$24.99
1 Overview
Your responsibility in this project is to make an app that fully embraces mobility by interacting with the surrounding environment through sensors or proximity-based networks. The design and purpose of the app is mostly unspecified. You are encouraged to make something that interests you or for a community that you care about.
2 Requirements
● Collaborate in a group of 3. (I will consider other group sizes but only with good reason).
● Create an app that has a particular and meaningful purpose for some audience. It should not just be a sandbox app in which you cobble together disconnected features.
● Use Kotlin for program logic, not Java. Create your user interface declaratively with XML or Jetpack Compose, not imperatively through Kotlin.
● Maintain and submit your project in a Git repository on the departmental GitLab server.
● Document your app with a post mortem post on Slack. In your post, tell us a story about the app's purpose and development process. Describe the contributions of each team member. Include screenshots. At the end of your post, enumerate which of the grade-bearing requirements you believe you have met and how. Be brief but specific in your enumeration.
Each of the following requirements will contribute to your grade:
1. Interact with the nearby physical world in some way. This interaction might rely on sensors, GPS/location, the camera, or Bluetooth to create a local area network.
2. Interact with the nearby physical world in some additional way.
3. Choose one of the following:
a. Handle one type of input based on a non-simple (i.e. non-click) Gesture in a non-standard way, e.g. fling, drag, multitouch, etc.
b. Use ML Kit library, Tensor flow lite, or an equivalent toolkit to run non-trivial analysis on user input or sensor data.
4. Provide a facility for “openness”—for a user to interoperate with entities beyond their phone or beyond your app. This could take many forms. You could allow the user to export a backup of your app's data that could be imported by someone else or on another device. You could provide support for deep-linking, such that certain patterns of URLs would trigger your app. You could allow the user to share achievements via texting or social media. If your idea for this feature situates your app within the larger community, it probably qualifies.
5. Gracefully handle configuration changes, not losing any of the user's data.
6. Use a local database to persist data, preferably using Room.
7. Send the user notifications related to your app in some way.
8. Integrate an action bar in at least one activity.
9. Provide a preference screen using the modern AndroidX Preference Library.
10. Add a multi-resolution launcher icon.
11. Support both landscape and portrait orientations in all views—unless your content demands a fixed orientation, as in a game. In other words, all widgets should be able to be made fully visible in either orientation.
12. Use string resources for all static text on the user interface.
13. Write a set of user stories for your app and include them in your post mortem.
14. Find two people who are not part of your group, have them test your app, and record their feedback in your post mortem.
15. Incorporate two other Android features not mentioned above into your app.
16. Successful demo of your app during the last week of class.
Part of your grade will be awarded based on your investment in the collaboration. It will be calculated as a function of your number of individual commits to the shared repository, mentions of your contributions in the Slack reports, and feedback from your teammates.
Finally, I will assess the quality and creativity of the overall product. For this I will not be comparing different groups’ apps to one another, but rather I will assess the overall creativity and thought put into the design of your app as well as its suitability for its intended purpose and audience as indicated by your initial proposal and post mortem. If your app simply rehashes tutorial code and is not fit-for-purpose, then you will not receive a high mark in this area.
3 Submission
● Commit and push your app to your Git repository.
● Verify that the push succeeded by visiting your repository via your provider's web interface.
● Publish your post mortem on Slack in the #project2 channel.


Work to complete. Where a line of the material includes the string "consumption", copy that line.

-- Opening Marker --

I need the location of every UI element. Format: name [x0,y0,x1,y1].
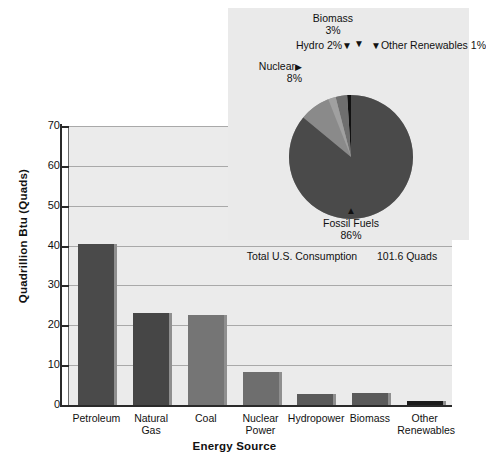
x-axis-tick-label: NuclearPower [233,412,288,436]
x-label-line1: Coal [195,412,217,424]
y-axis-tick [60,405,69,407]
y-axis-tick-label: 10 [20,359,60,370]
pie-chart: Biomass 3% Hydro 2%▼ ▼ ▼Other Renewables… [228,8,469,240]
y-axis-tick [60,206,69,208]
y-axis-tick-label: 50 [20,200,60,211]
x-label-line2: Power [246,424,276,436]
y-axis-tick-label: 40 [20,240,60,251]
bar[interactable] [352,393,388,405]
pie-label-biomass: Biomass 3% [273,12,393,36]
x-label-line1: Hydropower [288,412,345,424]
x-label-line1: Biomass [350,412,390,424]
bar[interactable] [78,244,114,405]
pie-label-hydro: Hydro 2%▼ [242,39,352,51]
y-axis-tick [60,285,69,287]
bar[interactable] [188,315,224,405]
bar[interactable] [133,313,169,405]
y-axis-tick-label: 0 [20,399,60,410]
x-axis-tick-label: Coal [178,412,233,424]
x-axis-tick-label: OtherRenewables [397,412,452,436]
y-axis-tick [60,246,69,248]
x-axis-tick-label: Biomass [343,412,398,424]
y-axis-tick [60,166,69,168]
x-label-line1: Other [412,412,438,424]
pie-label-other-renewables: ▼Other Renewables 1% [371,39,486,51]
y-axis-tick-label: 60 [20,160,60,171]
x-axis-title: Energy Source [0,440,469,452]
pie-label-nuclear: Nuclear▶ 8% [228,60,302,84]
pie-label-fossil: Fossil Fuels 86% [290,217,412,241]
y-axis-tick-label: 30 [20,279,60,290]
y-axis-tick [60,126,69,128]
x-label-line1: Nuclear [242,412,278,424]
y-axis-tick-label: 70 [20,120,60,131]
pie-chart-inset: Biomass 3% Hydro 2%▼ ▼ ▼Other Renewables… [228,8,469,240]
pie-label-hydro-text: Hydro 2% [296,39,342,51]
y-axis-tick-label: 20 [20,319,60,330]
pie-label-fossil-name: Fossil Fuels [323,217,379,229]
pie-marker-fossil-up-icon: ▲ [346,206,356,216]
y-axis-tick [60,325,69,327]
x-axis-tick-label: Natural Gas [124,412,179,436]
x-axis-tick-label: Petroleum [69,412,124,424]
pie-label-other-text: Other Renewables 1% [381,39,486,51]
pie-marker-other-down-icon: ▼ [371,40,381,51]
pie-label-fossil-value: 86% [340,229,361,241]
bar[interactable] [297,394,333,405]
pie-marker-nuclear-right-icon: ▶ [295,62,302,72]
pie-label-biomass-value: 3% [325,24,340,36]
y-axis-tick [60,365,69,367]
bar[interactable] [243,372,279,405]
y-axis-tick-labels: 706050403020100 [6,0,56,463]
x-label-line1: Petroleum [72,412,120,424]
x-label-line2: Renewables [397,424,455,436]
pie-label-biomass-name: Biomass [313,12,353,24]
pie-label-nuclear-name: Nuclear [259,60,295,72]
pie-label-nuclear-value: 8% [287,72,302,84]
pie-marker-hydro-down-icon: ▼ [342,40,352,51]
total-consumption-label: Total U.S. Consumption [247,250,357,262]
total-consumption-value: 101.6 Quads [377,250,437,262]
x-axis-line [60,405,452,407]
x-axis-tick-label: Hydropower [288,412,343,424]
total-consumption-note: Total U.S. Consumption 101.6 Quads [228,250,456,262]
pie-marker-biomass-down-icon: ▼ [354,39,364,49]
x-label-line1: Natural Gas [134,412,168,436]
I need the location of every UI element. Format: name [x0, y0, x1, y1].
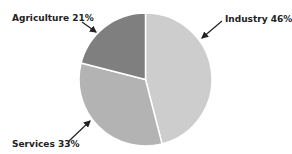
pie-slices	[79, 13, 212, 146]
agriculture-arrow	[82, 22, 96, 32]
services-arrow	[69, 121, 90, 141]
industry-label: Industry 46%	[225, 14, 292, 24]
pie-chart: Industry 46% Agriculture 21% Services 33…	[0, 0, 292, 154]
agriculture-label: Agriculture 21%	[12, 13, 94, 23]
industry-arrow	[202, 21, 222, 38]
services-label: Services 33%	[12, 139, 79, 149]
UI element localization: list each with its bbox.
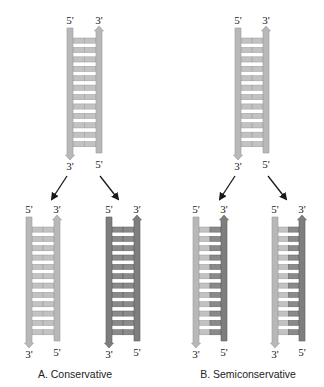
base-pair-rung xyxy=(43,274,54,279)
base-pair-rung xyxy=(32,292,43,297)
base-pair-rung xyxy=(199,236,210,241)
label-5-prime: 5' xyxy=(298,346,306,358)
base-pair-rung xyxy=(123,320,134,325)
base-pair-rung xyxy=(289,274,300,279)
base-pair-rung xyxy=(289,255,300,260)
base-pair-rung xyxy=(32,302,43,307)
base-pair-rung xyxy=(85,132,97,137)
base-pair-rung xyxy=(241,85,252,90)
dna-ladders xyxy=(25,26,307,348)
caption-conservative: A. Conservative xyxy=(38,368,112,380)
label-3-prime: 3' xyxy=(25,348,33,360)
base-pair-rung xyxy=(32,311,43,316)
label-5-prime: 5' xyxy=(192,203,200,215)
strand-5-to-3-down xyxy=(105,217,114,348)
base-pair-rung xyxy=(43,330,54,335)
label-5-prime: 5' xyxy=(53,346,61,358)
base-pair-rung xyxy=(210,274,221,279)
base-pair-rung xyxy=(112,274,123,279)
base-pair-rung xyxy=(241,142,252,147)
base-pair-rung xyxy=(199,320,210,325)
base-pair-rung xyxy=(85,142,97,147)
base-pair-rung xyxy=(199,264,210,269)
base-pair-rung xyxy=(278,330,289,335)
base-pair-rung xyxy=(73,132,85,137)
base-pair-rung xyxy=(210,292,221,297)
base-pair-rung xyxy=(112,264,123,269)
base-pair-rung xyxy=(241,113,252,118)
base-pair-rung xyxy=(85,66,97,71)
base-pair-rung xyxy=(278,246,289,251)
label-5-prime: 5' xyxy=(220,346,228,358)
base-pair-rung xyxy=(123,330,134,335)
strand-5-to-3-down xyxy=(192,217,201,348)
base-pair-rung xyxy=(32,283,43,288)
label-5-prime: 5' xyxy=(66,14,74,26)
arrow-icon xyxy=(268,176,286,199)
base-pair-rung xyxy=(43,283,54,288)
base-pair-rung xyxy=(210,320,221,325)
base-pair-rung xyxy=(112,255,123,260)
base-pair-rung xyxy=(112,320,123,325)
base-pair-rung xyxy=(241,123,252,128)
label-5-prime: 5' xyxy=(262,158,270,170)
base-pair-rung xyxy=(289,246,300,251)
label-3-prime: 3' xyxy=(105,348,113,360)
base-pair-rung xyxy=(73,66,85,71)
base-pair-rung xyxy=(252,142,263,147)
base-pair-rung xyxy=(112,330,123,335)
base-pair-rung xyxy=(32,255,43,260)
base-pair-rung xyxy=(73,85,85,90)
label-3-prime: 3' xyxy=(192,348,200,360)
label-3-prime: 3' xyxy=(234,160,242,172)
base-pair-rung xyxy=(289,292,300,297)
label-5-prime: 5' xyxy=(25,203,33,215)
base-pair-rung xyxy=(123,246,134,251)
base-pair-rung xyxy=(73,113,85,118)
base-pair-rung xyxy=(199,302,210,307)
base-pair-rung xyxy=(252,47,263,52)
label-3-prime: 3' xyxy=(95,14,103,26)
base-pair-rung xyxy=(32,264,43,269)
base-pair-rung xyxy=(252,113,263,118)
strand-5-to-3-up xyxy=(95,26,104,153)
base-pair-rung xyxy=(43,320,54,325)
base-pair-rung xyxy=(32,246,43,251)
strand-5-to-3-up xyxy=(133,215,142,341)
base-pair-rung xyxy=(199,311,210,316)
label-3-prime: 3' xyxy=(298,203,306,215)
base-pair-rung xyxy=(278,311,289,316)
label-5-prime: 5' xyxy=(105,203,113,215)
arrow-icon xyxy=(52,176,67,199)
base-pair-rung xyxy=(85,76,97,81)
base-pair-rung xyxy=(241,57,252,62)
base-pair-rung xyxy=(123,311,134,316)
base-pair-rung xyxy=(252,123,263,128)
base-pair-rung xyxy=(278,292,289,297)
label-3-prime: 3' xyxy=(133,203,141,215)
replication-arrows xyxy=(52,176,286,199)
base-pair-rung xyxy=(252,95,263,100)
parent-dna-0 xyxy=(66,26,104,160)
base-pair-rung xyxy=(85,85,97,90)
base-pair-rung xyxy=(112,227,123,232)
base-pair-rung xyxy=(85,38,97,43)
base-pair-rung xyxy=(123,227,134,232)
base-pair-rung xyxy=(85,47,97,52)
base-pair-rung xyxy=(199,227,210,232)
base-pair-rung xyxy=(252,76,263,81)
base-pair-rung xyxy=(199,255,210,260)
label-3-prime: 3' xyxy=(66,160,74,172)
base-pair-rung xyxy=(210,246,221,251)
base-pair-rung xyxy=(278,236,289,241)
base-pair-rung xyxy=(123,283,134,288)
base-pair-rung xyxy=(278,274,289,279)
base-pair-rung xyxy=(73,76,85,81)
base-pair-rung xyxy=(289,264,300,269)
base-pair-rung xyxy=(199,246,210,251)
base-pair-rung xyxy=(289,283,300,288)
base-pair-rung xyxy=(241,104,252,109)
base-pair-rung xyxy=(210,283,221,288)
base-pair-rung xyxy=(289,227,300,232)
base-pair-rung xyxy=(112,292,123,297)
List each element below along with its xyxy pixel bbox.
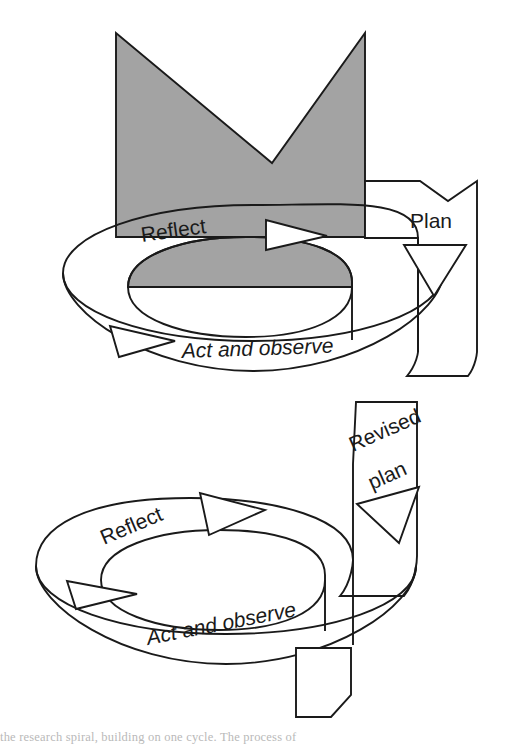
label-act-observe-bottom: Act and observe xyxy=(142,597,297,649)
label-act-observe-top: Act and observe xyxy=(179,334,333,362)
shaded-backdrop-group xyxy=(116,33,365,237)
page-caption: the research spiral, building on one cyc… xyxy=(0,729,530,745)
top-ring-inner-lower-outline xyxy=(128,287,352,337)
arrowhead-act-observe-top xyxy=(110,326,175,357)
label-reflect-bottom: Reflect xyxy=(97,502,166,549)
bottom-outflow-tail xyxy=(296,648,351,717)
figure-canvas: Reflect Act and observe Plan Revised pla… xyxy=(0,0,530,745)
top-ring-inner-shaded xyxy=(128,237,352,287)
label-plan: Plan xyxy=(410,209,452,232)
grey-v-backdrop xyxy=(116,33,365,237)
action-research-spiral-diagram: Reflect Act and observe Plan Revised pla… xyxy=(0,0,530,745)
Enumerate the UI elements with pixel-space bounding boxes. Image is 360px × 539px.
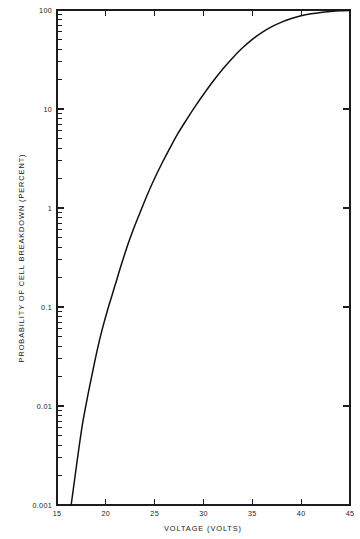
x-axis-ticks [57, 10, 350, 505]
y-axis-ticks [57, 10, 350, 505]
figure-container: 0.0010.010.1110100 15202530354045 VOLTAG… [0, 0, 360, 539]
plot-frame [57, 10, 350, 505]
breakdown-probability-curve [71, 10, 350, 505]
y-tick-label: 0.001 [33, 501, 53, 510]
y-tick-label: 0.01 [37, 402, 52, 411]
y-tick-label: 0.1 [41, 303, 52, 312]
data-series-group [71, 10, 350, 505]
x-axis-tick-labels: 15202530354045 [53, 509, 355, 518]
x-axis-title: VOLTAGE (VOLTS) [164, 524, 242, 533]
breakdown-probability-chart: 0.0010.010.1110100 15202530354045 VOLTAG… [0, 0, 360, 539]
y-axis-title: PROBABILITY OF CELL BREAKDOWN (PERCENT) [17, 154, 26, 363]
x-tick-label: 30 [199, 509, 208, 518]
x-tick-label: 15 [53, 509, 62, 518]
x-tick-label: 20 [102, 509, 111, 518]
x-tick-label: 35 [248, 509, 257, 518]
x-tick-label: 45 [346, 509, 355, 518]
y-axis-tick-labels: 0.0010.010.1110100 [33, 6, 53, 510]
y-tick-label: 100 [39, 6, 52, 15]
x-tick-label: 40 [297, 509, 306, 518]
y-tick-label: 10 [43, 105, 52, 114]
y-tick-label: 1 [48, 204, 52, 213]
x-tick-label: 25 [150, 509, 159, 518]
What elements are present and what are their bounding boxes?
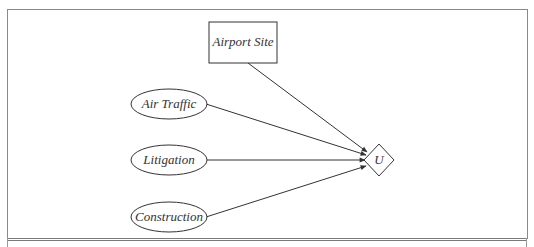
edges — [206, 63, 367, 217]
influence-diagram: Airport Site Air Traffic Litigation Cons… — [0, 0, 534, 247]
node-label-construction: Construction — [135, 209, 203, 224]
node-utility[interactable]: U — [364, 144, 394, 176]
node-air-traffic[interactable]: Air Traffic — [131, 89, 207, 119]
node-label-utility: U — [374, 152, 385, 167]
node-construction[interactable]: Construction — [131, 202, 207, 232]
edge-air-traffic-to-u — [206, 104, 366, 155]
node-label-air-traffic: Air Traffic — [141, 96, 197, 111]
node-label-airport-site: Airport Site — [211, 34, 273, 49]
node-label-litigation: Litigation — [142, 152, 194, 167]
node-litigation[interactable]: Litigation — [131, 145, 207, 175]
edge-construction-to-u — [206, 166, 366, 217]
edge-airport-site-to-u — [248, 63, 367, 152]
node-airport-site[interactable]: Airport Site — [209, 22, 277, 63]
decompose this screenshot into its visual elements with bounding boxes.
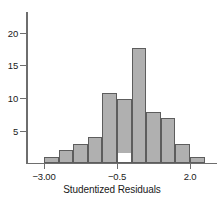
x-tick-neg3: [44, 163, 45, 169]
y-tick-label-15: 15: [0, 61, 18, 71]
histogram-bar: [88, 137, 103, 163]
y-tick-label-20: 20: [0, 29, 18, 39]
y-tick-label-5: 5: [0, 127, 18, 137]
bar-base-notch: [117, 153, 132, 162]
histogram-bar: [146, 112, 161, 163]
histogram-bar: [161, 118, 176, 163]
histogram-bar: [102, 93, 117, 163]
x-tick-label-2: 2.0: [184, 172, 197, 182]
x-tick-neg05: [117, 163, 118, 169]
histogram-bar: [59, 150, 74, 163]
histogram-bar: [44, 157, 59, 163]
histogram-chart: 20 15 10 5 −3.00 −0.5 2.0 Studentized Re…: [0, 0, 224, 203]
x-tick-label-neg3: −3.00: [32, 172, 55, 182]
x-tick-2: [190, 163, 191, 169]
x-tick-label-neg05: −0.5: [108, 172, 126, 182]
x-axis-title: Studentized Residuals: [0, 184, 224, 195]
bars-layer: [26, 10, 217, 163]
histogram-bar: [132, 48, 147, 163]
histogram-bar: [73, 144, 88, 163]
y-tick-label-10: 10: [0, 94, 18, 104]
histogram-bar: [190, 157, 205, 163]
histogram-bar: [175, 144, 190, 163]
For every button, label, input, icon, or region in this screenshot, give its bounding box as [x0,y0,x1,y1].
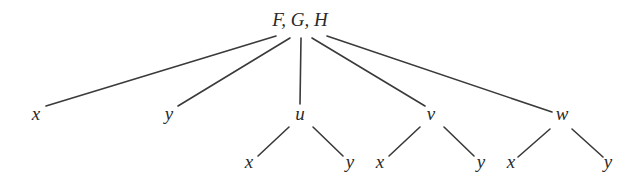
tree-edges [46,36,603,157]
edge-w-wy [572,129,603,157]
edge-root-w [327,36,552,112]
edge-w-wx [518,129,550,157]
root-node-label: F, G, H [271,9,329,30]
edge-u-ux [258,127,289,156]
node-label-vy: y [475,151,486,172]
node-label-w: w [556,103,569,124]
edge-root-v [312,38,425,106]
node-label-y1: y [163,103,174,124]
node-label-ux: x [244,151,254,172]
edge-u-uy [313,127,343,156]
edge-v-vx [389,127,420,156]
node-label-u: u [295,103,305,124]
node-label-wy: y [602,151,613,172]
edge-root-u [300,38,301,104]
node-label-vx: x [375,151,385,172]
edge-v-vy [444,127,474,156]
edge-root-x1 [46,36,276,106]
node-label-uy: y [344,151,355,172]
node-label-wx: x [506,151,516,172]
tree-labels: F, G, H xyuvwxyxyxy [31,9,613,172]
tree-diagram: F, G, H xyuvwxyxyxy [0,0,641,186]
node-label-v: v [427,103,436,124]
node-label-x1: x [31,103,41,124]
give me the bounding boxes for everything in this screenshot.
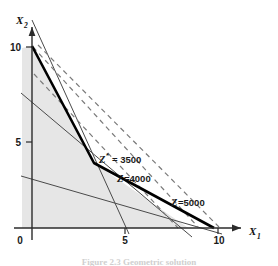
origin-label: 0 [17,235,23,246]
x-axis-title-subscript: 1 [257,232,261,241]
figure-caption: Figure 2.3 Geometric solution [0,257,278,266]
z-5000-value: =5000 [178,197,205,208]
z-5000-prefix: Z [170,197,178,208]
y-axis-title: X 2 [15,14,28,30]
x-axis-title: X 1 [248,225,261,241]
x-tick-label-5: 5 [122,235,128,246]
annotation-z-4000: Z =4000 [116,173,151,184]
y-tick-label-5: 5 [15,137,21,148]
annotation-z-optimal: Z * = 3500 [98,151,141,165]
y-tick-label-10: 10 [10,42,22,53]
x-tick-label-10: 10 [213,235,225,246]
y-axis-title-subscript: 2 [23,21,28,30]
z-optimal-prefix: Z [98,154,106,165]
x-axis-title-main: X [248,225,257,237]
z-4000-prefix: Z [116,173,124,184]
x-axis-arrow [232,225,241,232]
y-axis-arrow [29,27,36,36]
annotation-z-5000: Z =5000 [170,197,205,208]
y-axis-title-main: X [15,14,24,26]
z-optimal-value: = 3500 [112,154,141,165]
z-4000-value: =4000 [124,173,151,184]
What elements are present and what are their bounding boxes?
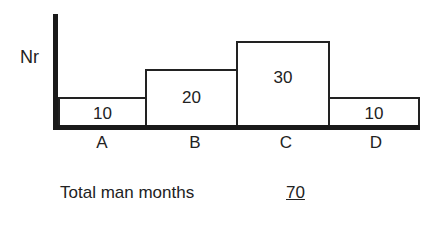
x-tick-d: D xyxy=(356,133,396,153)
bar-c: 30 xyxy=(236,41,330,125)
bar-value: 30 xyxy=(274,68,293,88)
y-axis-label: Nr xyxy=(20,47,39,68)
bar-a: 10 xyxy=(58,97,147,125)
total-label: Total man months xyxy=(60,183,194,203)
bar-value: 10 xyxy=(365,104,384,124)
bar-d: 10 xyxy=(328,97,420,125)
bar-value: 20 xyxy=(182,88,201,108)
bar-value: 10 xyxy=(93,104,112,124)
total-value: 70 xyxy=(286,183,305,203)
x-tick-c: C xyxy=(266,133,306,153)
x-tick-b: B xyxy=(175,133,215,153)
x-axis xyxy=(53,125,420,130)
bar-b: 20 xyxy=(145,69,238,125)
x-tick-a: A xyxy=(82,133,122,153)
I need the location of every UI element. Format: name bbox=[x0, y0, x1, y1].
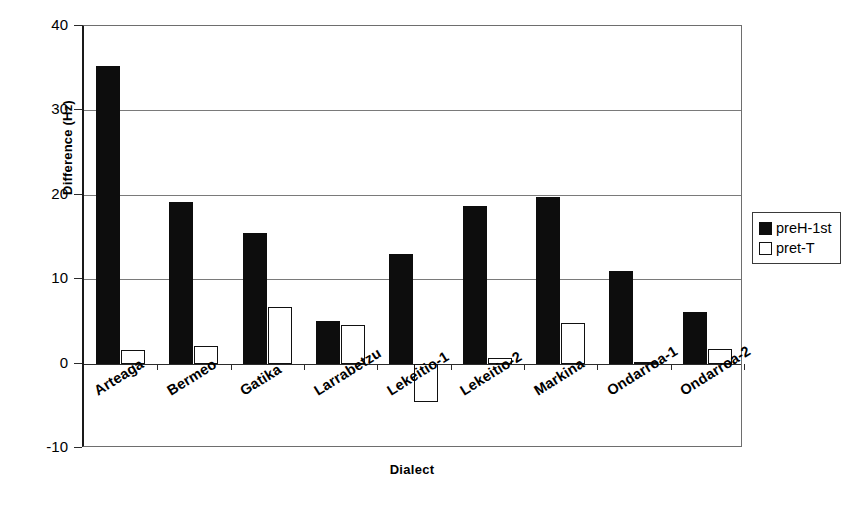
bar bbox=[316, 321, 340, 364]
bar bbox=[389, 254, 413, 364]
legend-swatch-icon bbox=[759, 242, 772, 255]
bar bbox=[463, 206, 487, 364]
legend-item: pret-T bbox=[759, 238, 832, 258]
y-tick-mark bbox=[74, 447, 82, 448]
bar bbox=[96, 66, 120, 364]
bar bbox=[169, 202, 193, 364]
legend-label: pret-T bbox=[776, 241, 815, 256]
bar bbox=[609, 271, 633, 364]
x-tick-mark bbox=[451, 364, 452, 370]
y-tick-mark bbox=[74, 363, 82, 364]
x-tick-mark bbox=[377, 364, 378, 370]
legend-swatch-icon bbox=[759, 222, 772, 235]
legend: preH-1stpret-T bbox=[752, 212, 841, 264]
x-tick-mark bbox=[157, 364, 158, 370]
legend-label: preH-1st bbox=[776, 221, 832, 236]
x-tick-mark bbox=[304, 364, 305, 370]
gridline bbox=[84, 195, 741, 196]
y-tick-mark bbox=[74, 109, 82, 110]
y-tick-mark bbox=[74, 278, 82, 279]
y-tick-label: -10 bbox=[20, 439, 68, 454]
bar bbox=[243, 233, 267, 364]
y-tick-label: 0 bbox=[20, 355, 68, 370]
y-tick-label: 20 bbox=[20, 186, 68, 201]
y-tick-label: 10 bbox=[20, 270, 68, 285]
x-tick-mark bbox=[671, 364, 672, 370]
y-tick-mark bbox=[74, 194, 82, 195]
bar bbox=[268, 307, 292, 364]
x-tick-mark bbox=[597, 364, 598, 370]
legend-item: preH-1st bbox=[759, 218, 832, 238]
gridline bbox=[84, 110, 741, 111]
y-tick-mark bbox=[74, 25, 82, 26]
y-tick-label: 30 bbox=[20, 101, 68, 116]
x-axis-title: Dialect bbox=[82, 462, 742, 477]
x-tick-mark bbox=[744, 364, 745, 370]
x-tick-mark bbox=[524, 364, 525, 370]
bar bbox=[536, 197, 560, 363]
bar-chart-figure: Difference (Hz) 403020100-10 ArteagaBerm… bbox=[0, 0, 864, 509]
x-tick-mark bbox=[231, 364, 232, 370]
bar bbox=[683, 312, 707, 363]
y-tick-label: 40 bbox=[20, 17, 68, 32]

-- Closing Marker --

Reply.
total-consumption-label: Total U.S. Consumption [247,250,357,262]
total-consumption-value: 101.6 Quads [377,250,437,262]
total-consumption-note: Total U.S. Consumption 101.6 Quads [228,250,456,262]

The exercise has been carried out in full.